By Anne Sawan
I took down my wedding china this morning. I pulled a stool over to the cabinet where it is hidden safely away on the top shelf, climbed up and carefully took it all down: the smooth, ivory plates with the ruby borders, the dusty, cut-crystal wine glasses and the tarnished silver forks, spoons and knives. I took them down and stacked them all by the kitchen sink and after I finish writing this I am going to wash them off, polish them up and get them ready to be used tonight. Why tonight? Because it’s Monday. Because it’s Monday and we are having lasagna and salad for dinner. Because it’s Monday and my kids will get a kick out of having their milk poured into fancy wine glasses. Because it’s Monday and after dinner my kids will pull out their notebooks and calculators and start their homework. Because it’s Monday and for the twenty-three years I have been married I have only ever used my wedding china twice. Twice.
I remember the first time I ever used it. It was our first wedding anniversary and I made my new husband a “Chinese” dinner using some sort of pre-bottled sauce that I poured over a few pieces of pieces of chicken and a frozen vegetable mixture. As the gummy concoction sat and simmered on the stove, I proudly set our tiny, second hand kitchen table, taking out two settings of the china, filling the sparkling glasses with red wine and neatly placing the silverware by each plate; and then we celebrated. We celebrated with cheap wine and gluey chicken over sticky Minute rice in a tight, four room, drafty apartment we had rented above a noisy dance studio, across the street from a busy twenty-four hour gas station, and it was grand.
We’ll do this every year I thought. But we didn’t, we forgot. We forgot how wonderful it was and went out to eat on following anniversaries because for some reason we thought we should. Because eating in a fancy restaurant seemed better, more grown up, and so our wedding china sat, unused, packed away, waiting for a more deserving occasion.
The second time I used my china was years later, when I hosted Thanksgiving in my now bigger, not so drafty home. I was nervous that day, nervous about the turkey being too dry, the stuffing being too bland and my precious china being chipped or broken. So, when the kids all gathered around for the feast with their wide eyes and sticky fingers, I smiled politely and quickly handed each one a paper plate, hoping to avoid dropped dishes and shattered glasses; and after dinner, when everyone had finally left, I washed, dried and carefully inspected each piece of fine china before placing it all back up on the shelf; relieved my precious dishes had somehow made it through the celebration unscathed.
Then, this past week my parents who have been married for fifty-four years finally decided it was time to move out of their home. The home they have lived in for forty-five years. The home where they raised their large brood of children, keeping them safe and warm and sending them off one by one to find their way in the world. It is a house that is now too big for only two people, it needs a lot of work, upkeep… it is just time. So, as we sat around the other day, drinking coffee and discussing the impending move, what they will take with them, and what they will have to leave behind, my mother mentioned her wedding china. “I need to take my wedding china. You know… we never even used it.”
“Never?” I said in disbelief (as if using mine two times in twenty three year was so much better than never.) “Why you should be eating off fine china every night! You’ve earned it! Forget getting new plates, use your china!”
My brother chuckled. “I’ve never used mine either,” he said, the pain of his still recent divorce barely hidden beneath his deep laugh. We paused momentarily and then laughed together as he described the therapeutic relief he might feel if he were to perhaps make a nice, gourmet meal, use his wedding china and then throw it piece by piece onto the floor, smashing those plates into tiny shards, then sweeping them all up and up and throwing them all away.
And so, as we sat there as a family, reflecting on the things that have been, and the things that are still to come, I thought, about my wedding china, tucked away, and I thought, what am I waiting for? Some ultra special occasion? Some momentous event deemed finally special enough for a certain plate or a particular glass? How silly. The special moments are right in front of me everyday; eating cereal in front of the television on a lazy Saturday morning, sharing a bowl of mac and cheese in the afternoon after school, sitting on the front porch together and savoring a cold glass of beer after the lawn has been mowed. Aren’t all of life moments special enough to be served on china? Perhaps, I thought I had misunderstood the function of these dishes. Fine china shouldn’t be locked away, protected from the bumps and bruises of life, it should be used everyday, to celebrate the life that has been made together, for better or for worse, and if it gets broken or chipped, then so be it. So be it.
So, that’s why I am using my wedding china tonight. Because it’s Monday, because we are having lasagna, because my sticky fingered kids are special enough, and because the truth is, no one gets through this life without a few cracks.
Anne Sawan is a mother to five wonderful and aggravating children. She also is a psychologist and an author, having articles published in Adoptive Families Magazine, Adoption Today and several children’s books published by MeeGenuis.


After finding the line that holds "Find the location of a particular element." below, set down that line and the rest through the final one exactly, leaving the pictures out.

GIVEN RECORDS
--

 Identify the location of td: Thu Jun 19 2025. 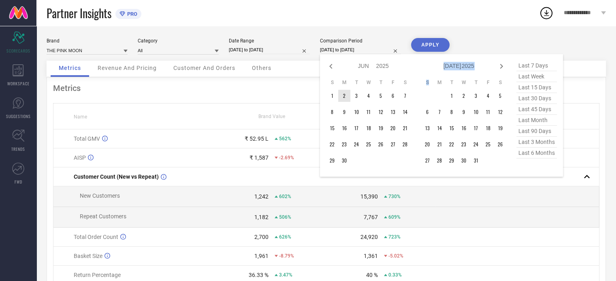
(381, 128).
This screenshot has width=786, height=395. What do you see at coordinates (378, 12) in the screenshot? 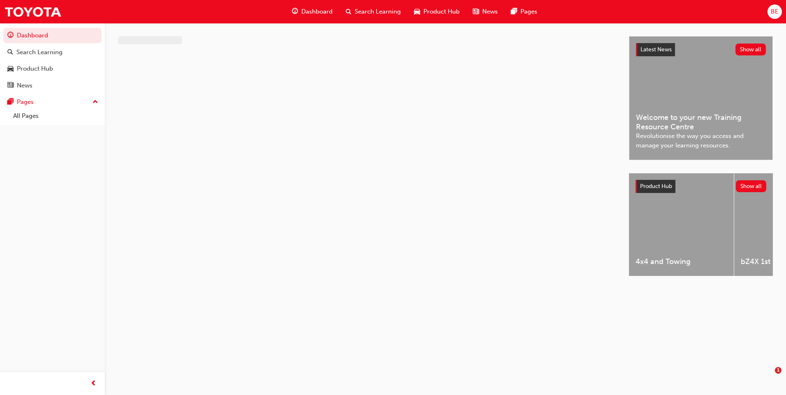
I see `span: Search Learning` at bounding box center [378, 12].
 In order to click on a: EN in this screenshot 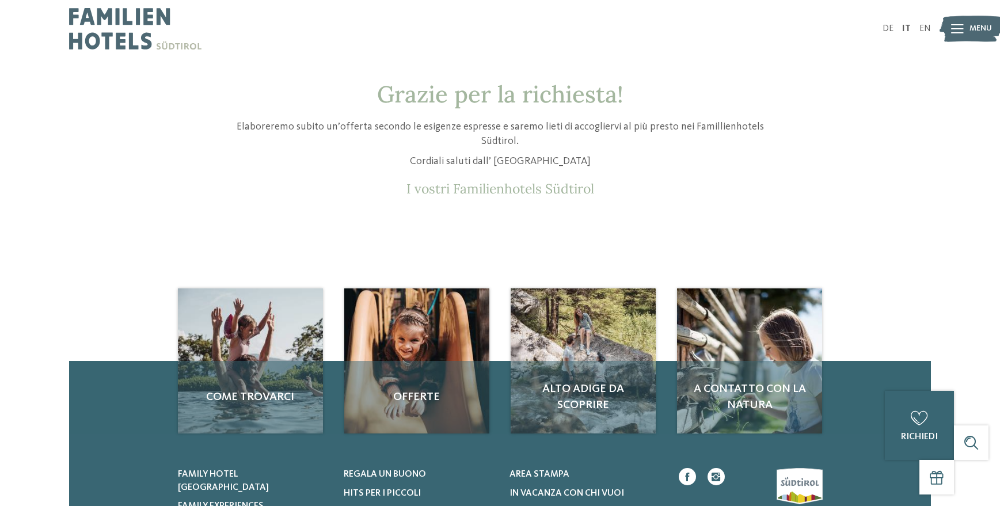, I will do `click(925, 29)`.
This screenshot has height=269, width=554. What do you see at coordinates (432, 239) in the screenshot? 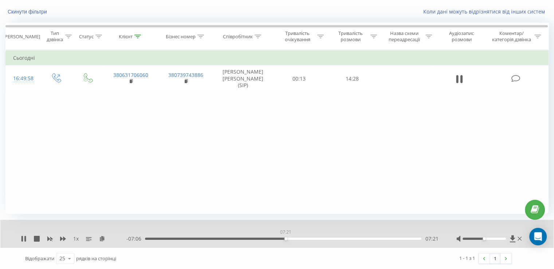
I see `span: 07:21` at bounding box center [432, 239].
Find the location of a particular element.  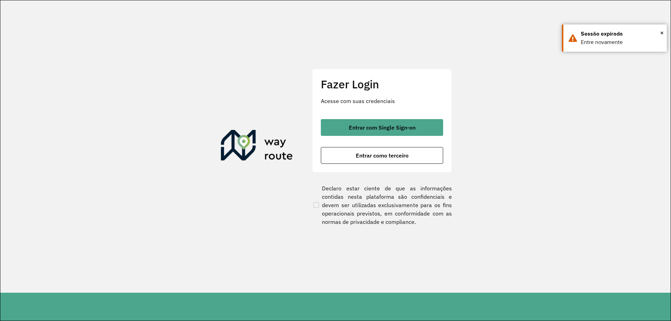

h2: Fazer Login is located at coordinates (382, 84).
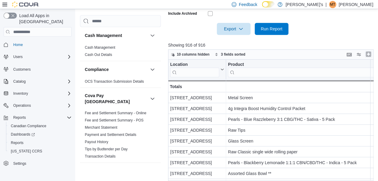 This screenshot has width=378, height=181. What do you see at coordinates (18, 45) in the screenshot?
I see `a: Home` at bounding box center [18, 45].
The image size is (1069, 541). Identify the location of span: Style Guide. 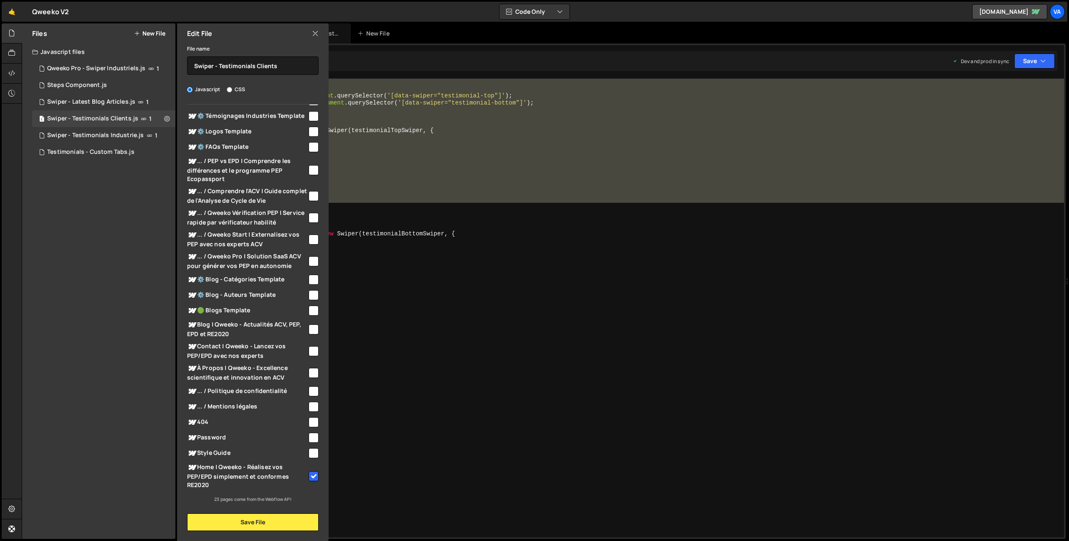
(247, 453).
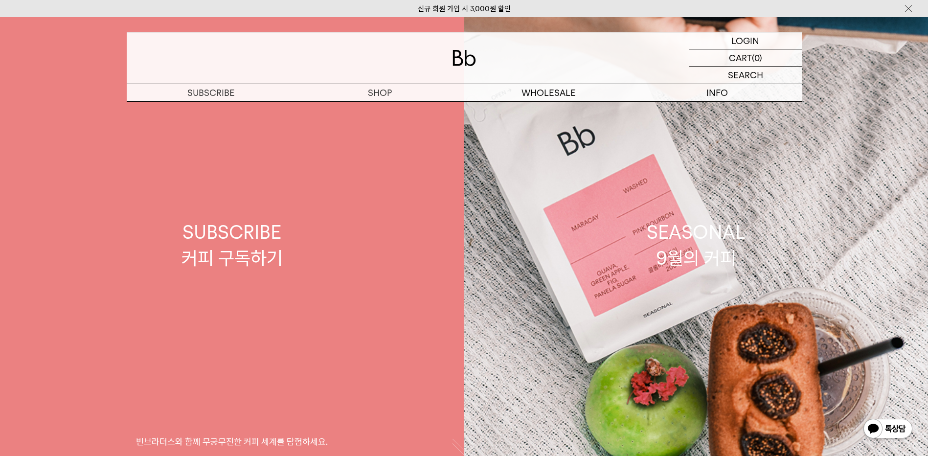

--

RESPONSE AREA
Find the location of a particular element.  

h2: Fazer Login is located at coordinates (382, 84).
 This screenshot has width=378, height=181. What do you see at coordinates (18, 45) in the screenshot?
I see `a: Home` at bounding box center [18, 45].
The image size is (1069, 541). Identify the location of span: Style Guide. 
(247, 453).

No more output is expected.